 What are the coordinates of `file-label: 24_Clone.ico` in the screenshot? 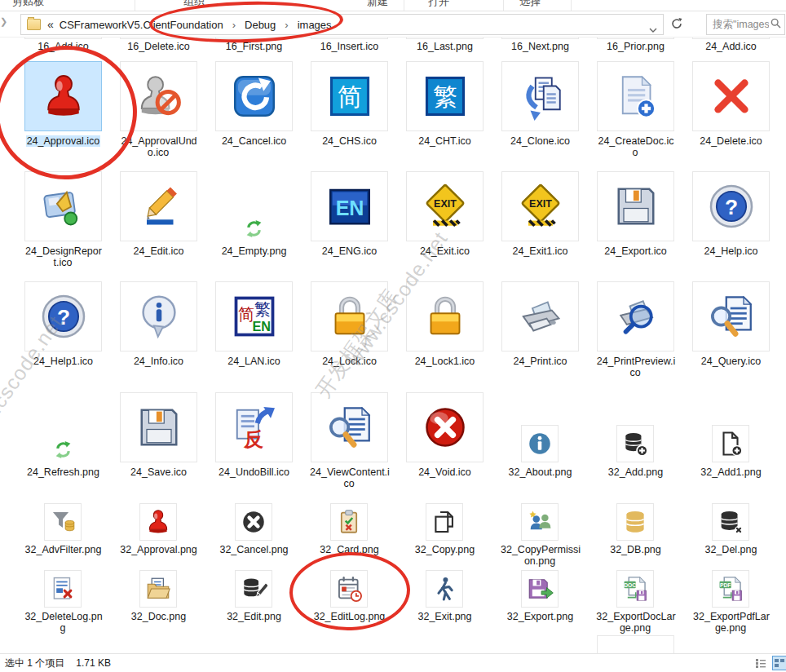 It's located at (540, 141).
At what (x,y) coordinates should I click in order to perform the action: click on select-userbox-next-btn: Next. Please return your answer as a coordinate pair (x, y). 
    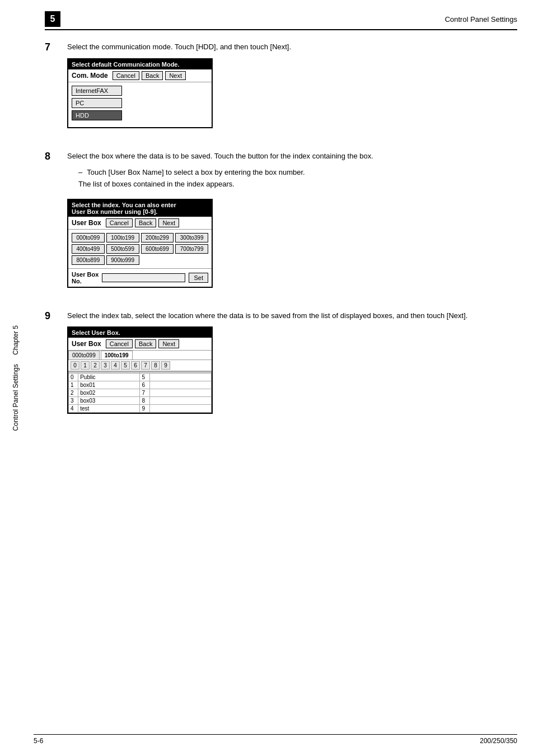
    Looking at the image, I should click on (169, 344).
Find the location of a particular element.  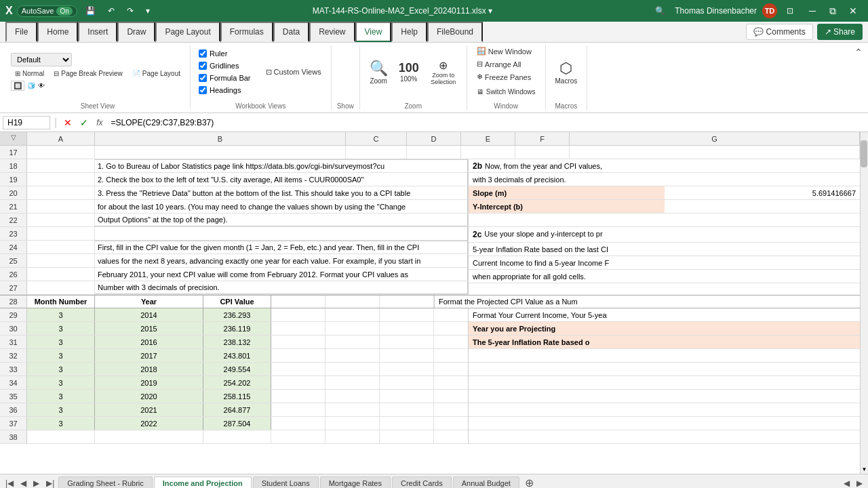

cell-b25-merge: values for the next 8 years, advancing e… is located at coordinates (281, 260).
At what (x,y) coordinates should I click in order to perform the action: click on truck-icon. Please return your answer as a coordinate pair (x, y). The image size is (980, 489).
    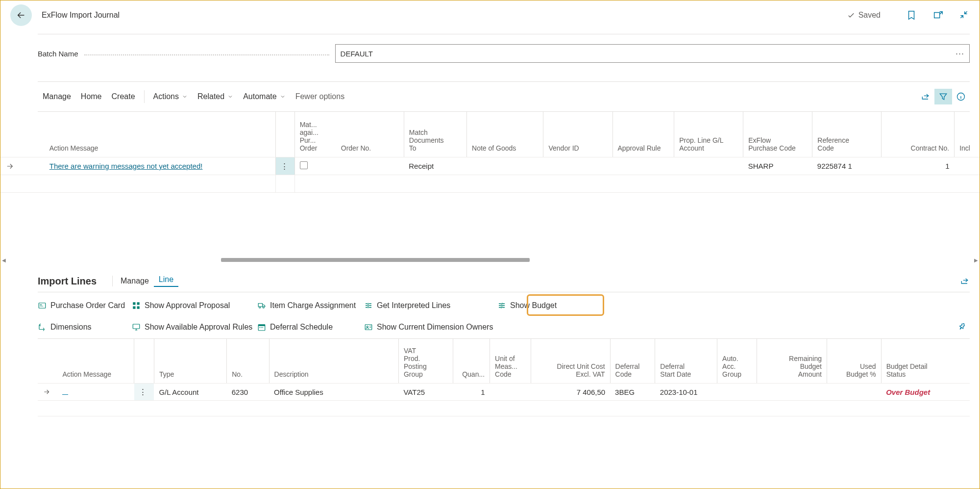
    Looking at the image, I should click on (262, 306).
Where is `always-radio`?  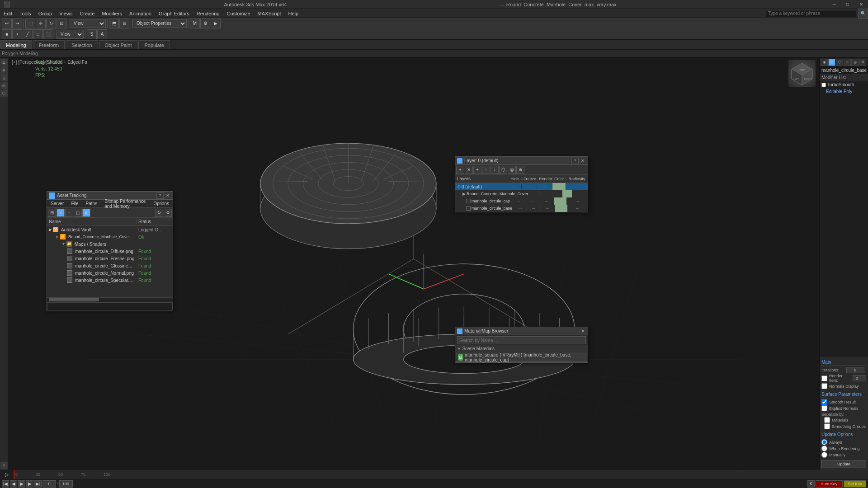 always-radio is located at coordinates (825, 442).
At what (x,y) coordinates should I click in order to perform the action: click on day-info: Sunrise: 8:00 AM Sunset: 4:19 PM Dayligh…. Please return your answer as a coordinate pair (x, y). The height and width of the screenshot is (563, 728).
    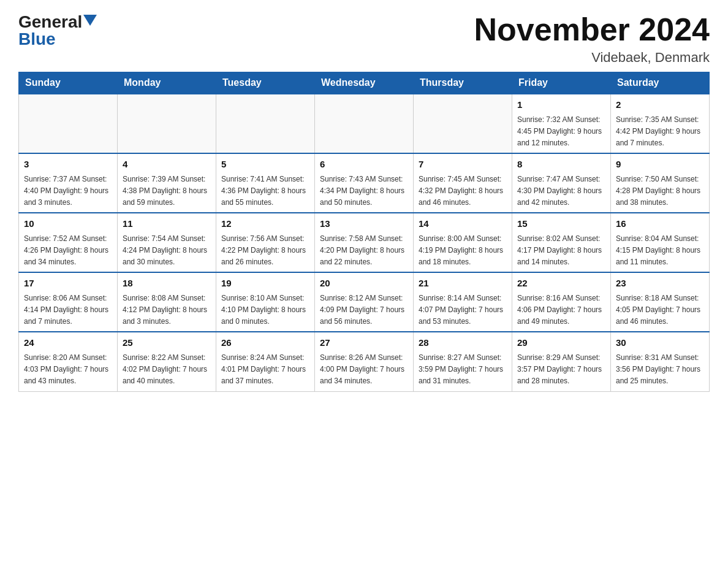
    Looking at the image, I should click on (463, 251).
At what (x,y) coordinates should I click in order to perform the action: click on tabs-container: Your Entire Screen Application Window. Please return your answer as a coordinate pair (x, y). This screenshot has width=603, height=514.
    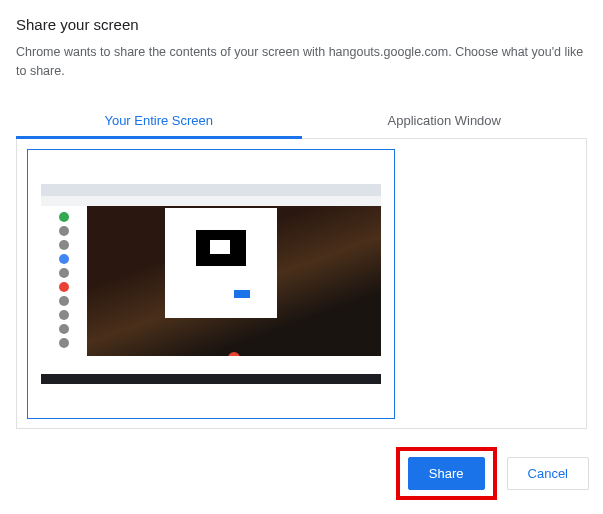
    Looking at the image, I should click on (302, 121).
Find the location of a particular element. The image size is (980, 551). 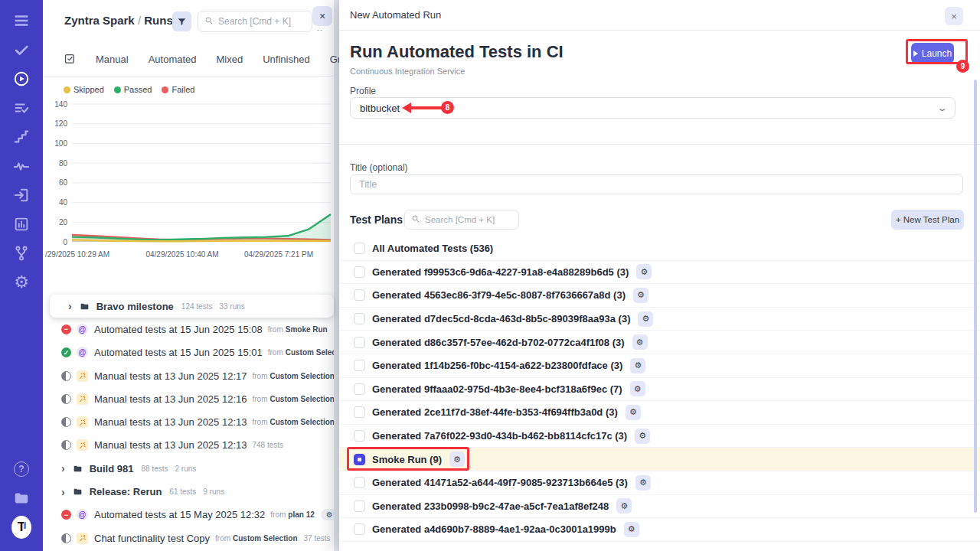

# # # # #

■ **ASSIGNED TASK**
Your output should be the lines from the line containing "is (563, 728)." through the last line of the listing above, restated exactly, with no pictures among them.

■ **RESPONSE**
At what (x,y) coordinates should I click in order to perform the action: click on day-info: Sunrise: 8:00 AM Sunset: 4:19 PM Dayligh…. Please return your answer as a coordinate pair (x, y). The height and width of the screenshot is (563, 728).
    Looking at the image, I should click on (463, 251).
At what (x,y) coordinates should I click in order to perform the action: click on tabs-container: Your Entire Screen Application Window. Please return your answer as a coordinate pair (x, y). This screenshot has width=603, height=514.
    Looking at the image, I should click on (302, 121).
Find the location of a particular element. The image size is (980, 551). 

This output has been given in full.